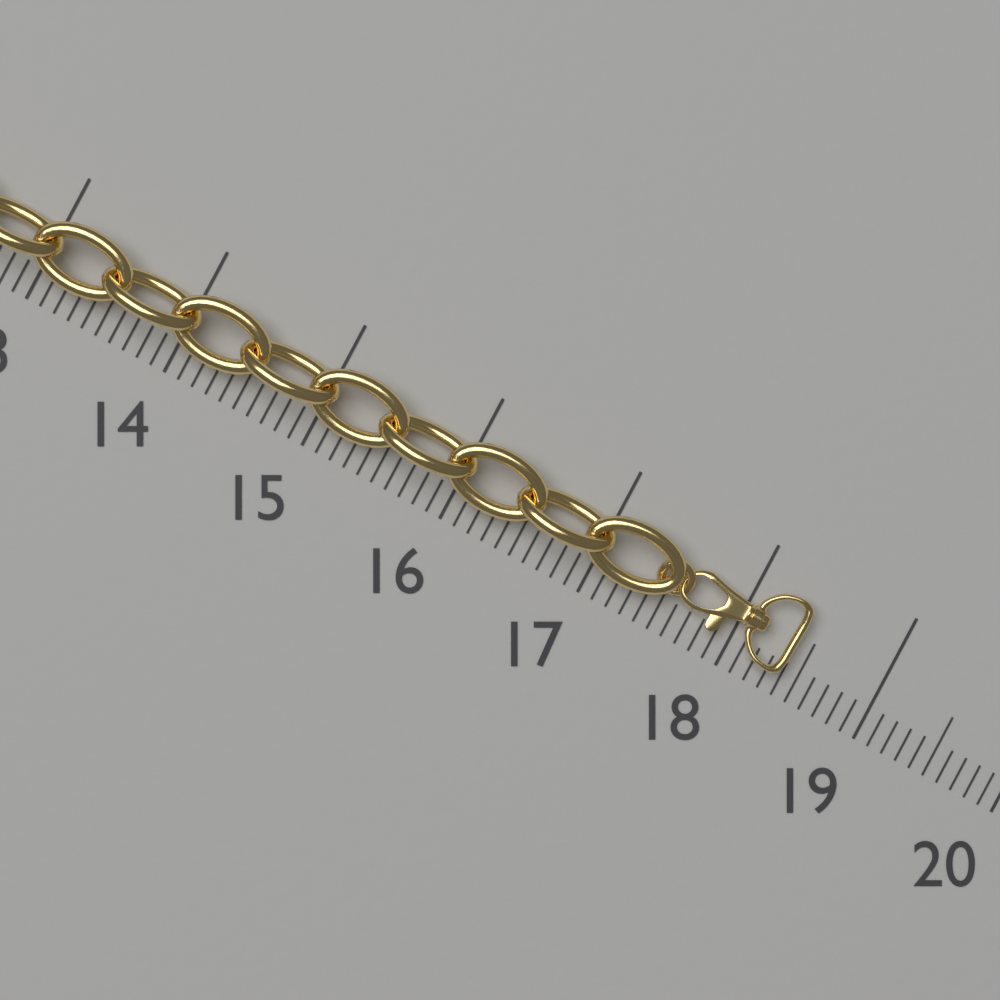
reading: 18.4 (no unit)
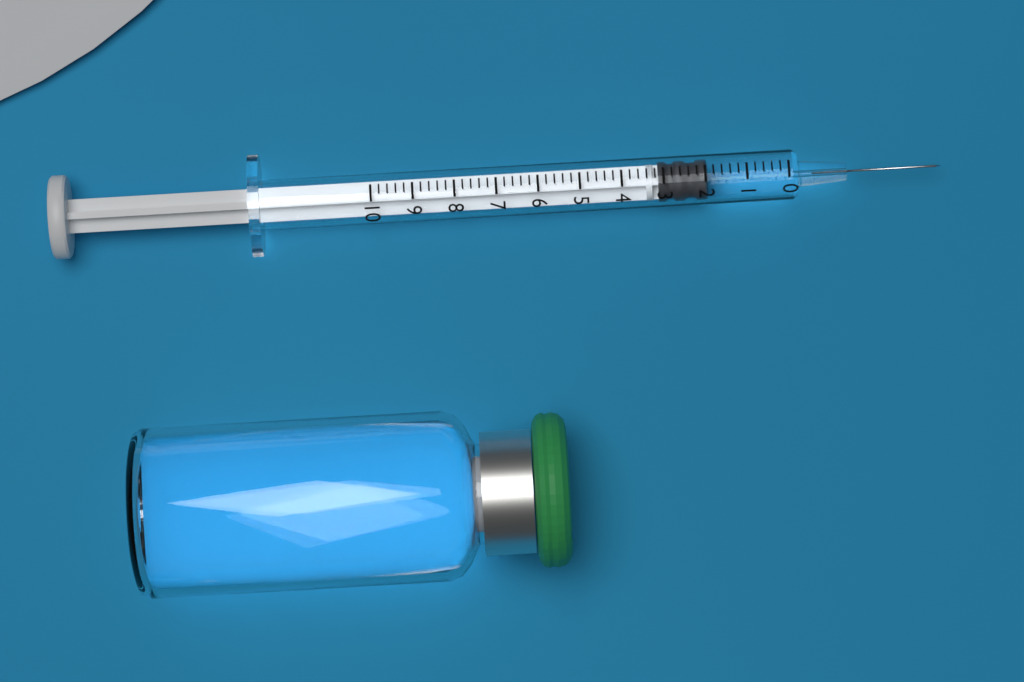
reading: 2.0 (no unit)
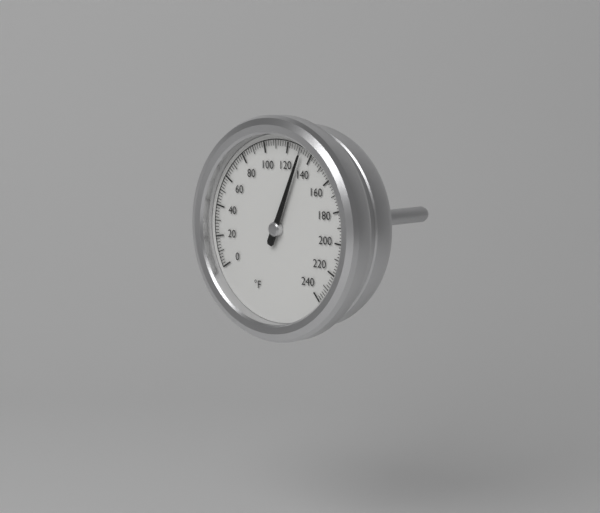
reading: 132 °F
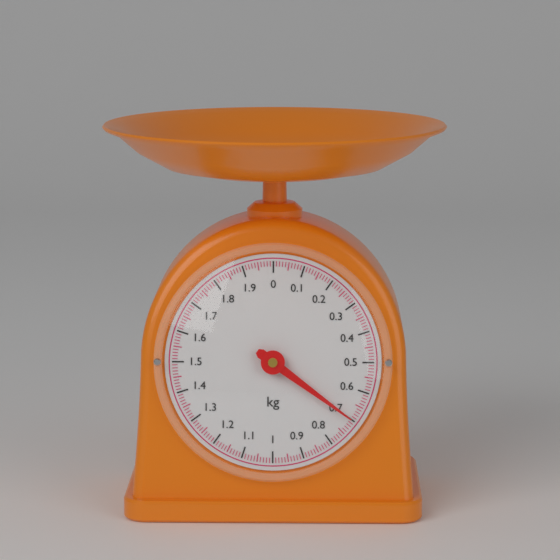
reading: 0.70 kg
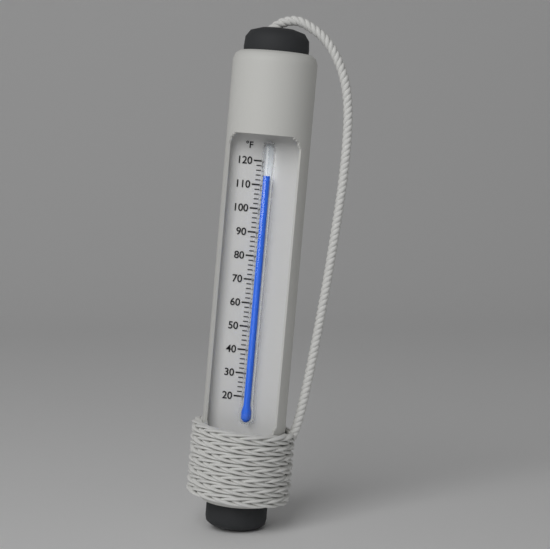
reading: 114 °F
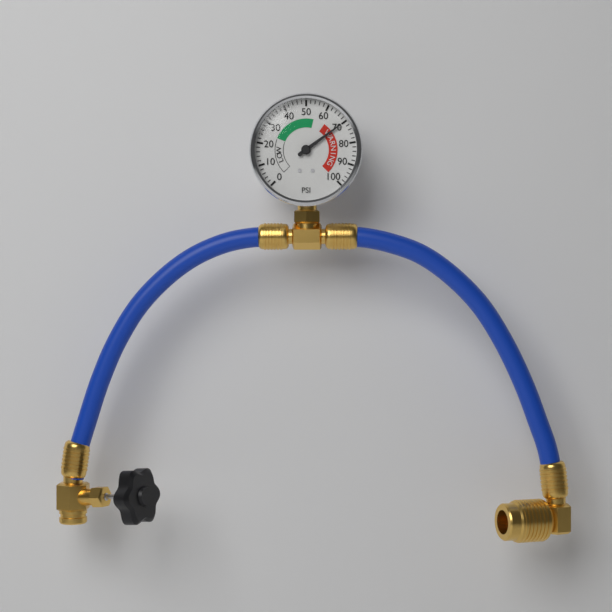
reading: 70 psi
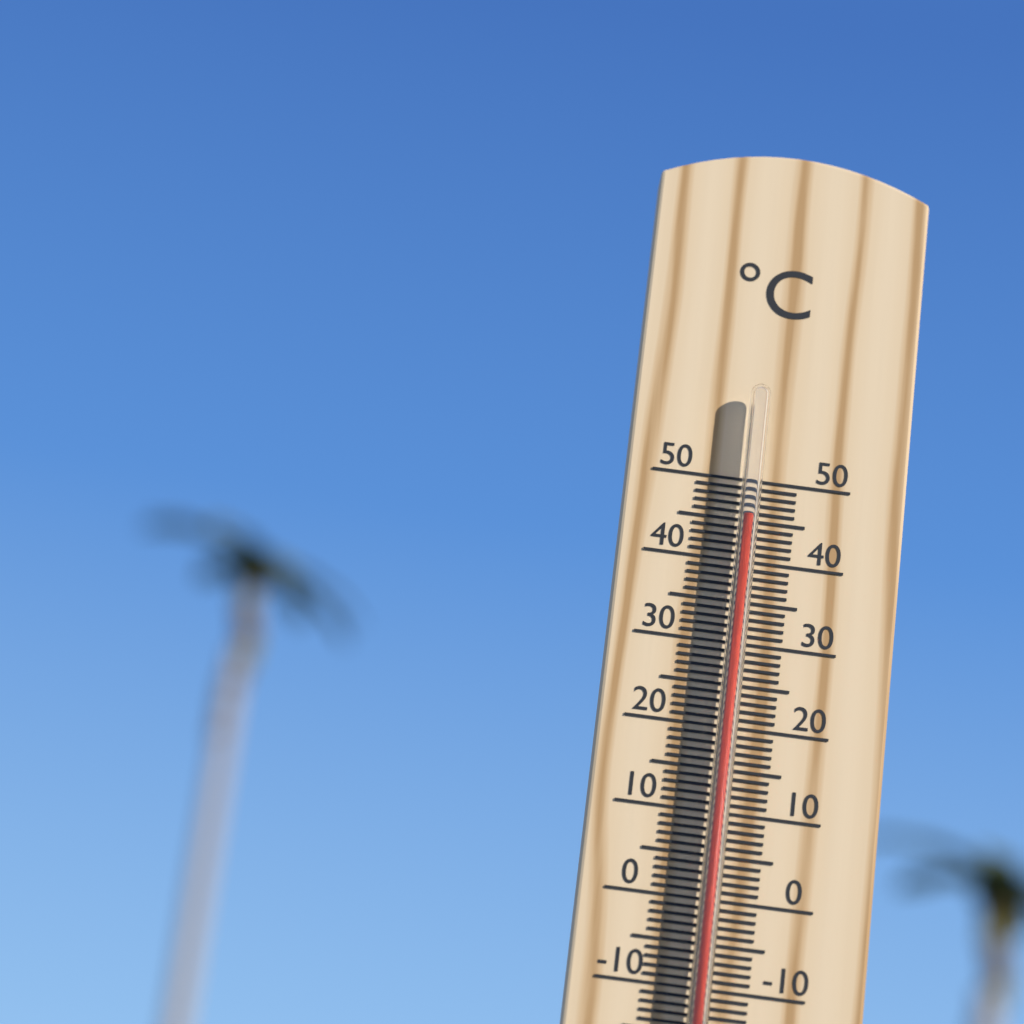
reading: 45 °C
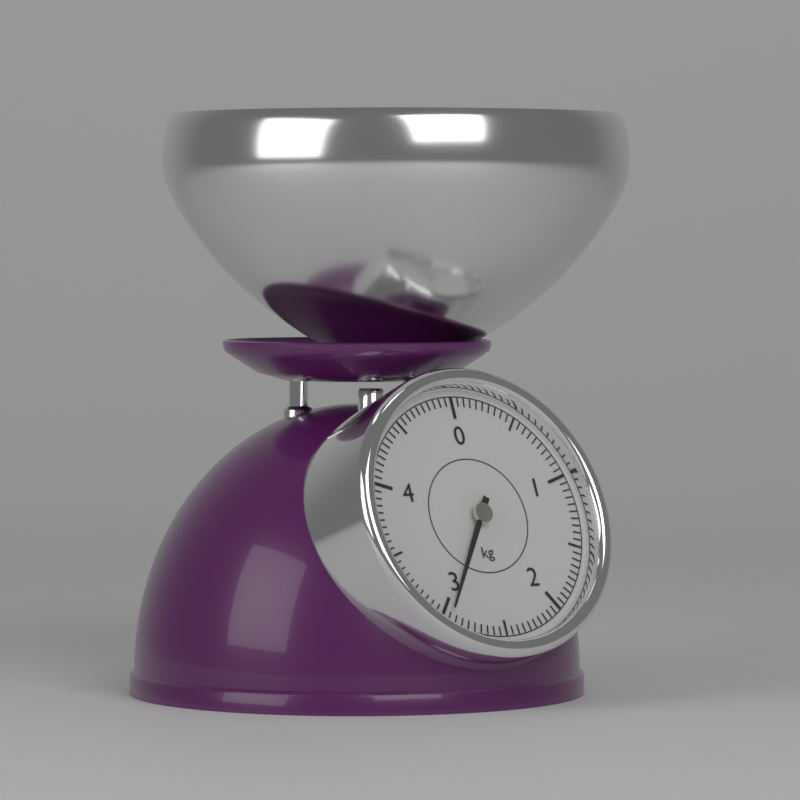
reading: 2.95 kg
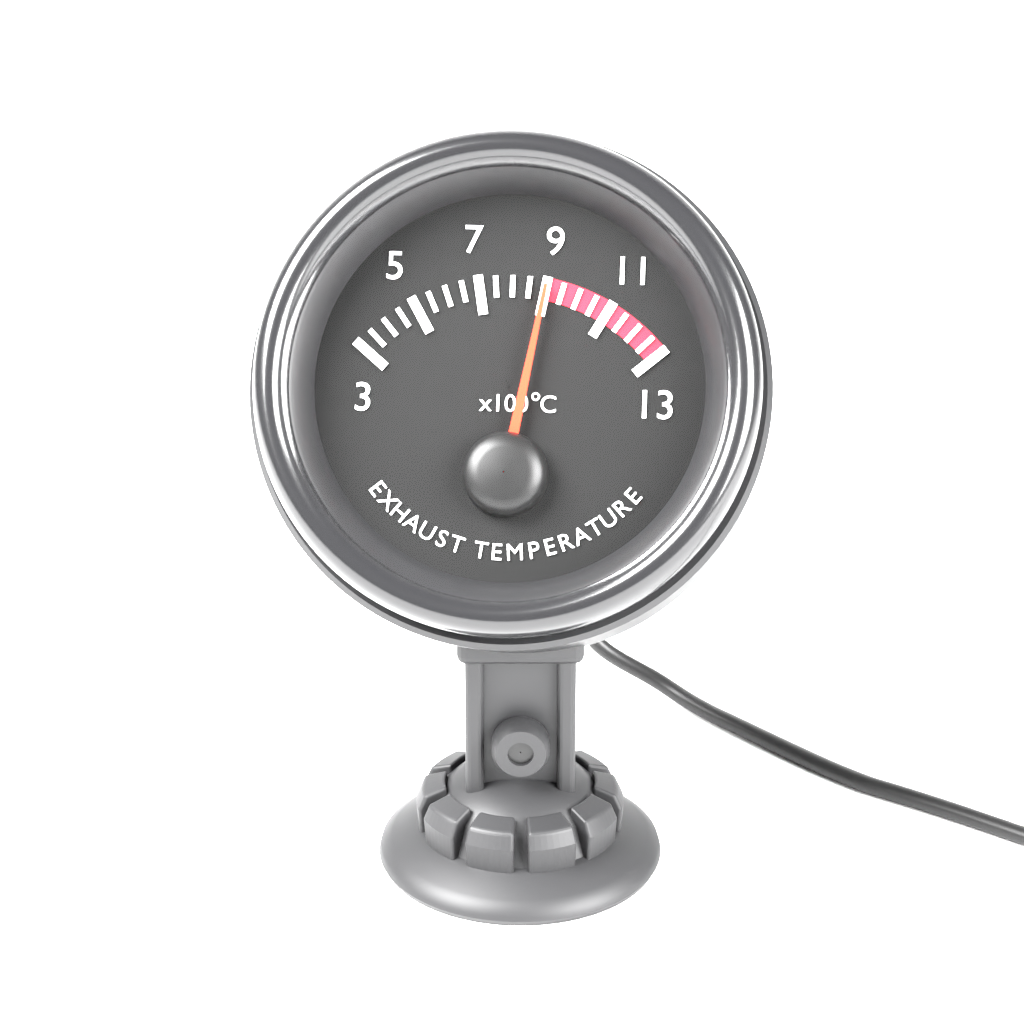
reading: 9.0 x100°C
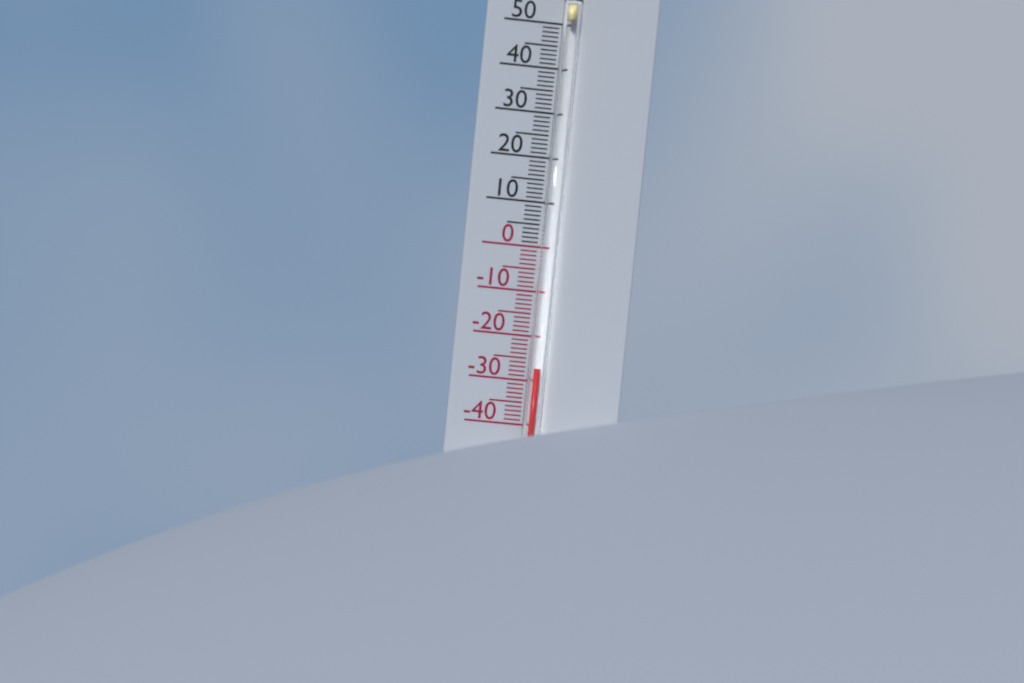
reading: -27 °C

========

→ Exercise instructions: Could you give the listing again exactly, minus its pictures?

→ Answer space:
reading: 18.4 (no unit)
reading: 2.0 (no unit)
reading: 132 °F
reading: 0.70 kg
reading: 114 °F
reading: 70 psi
reading: 45 °C
reading: 2.95 kg
reading: 9.0 x100°C
reading: -27 °C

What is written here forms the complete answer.